I like to think of it as the Digital Dashboard. Instead of thinking of Word or Excel, think of the browser as the front-end, with the Office components as web services which can be called dynamically. This fits in well with InfoWorld writes:
Web Services have the capability to scale down far below the large business-to-business (B-to-B) systems being talked about today and could find their way to the desktop as the technology progresses, John Bobowicz, chief technical strategist at Sun Microsystems’s Sun One, said Thursday in Tokyo.
“Ultimately, things I get today as applications can almost become features once you can get to them as services,” he said, delivering a keynote speech at the Web Services Conference. “Everybody knows that Web services are going to play a big role in B-to-B and having large systems talk to large systems. But there is no reason why eventually we don’t see this same capability coming down to smaller types of applications.”
“If we were to apply these concepts to what we call a word processor, the different capabilities could act by themselves as Web services and word processing could become a virtual application,” he said. Thus the spell-checker, dictionary, thesaurus, publishing and editing functions that go together to make a word processor could all be offered as individual services.
“You may be able to decide whose dictionary you want to use without having to get different versions of the application. Eventually, word processing isn’t necessarily an application but it could be considered a feature itself,” he said.
Once such functions are available as services, it also becomes easier to build other applications because many of the same services can be re-used, said Bobowicz.

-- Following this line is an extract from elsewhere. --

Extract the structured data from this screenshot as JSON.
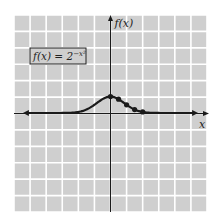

Construction of an e-mail application, for example, doesn’t require much more than the addition of SMTP (Simple Mail Transfer Protocol) and IMAP (Internet Message Application Protocol) functions to many of the same pieces that go together to make a word processor.
“So, the message is, we tend to duplicate a lot of functionality and each time we need a slight change in function, we create a new application when in reality there is a lot of shared functionality we can leverage if we were to access these things as services,” he said.